ABSTRACT

In this article I am going to present the Polish–Ukrainian border from the perspective of the community, whose life is organized around its everyday experiencing of the border. The protagonists of my research are so-called ‘Ants’ 1 : petty cigarette smugglers operating at the border crossing point in Medyka, who earn their living by carrying cheap, often forged Ukrainian cigarettes through the border and selling them with much profit on the Polish side. They are inhabitants of the surroundings of Przemysl (a town about 12 kilometres away from the border), for whom the opening of the borders in 1989 and the subsequent economic changes, which led to the collapse of many factories in the region, meant the border crossing is the only ‘workplace’ left. 2 In 1998 the pedestrian crossing was opened in Medyka – the road and railway ones already functioned – and after Poland joined the European Union in 2004 it has become the biggest crossing point of that kind separating the EU and ‘the rest of the world’. At the time of my field research the number of Ants at the pedestrian border crossing fluctuated between 6000 and 12000 per day (Delmanowicz, 2008a, 2008b). Other users of the crossing are rarely encountered.
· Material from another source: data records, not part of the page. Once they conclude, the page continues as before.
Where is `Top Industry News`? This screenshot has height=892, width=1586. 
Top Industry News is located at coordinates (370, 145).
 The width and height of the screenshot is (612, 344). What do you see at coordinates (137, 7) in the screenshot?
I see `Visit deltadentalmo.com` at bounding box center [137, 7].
The very term ‘Ants’ descriptively refers to a great number of petty smugglers crowding at the border day and night as well as to their mobility, small noxiousness of their ant-like practices (in comparison with the scale of ‘truck smuggling’) and their ability of effective cooperation aiming at the fastest possible crossing of the border and overcoming obstacles created by the state administration.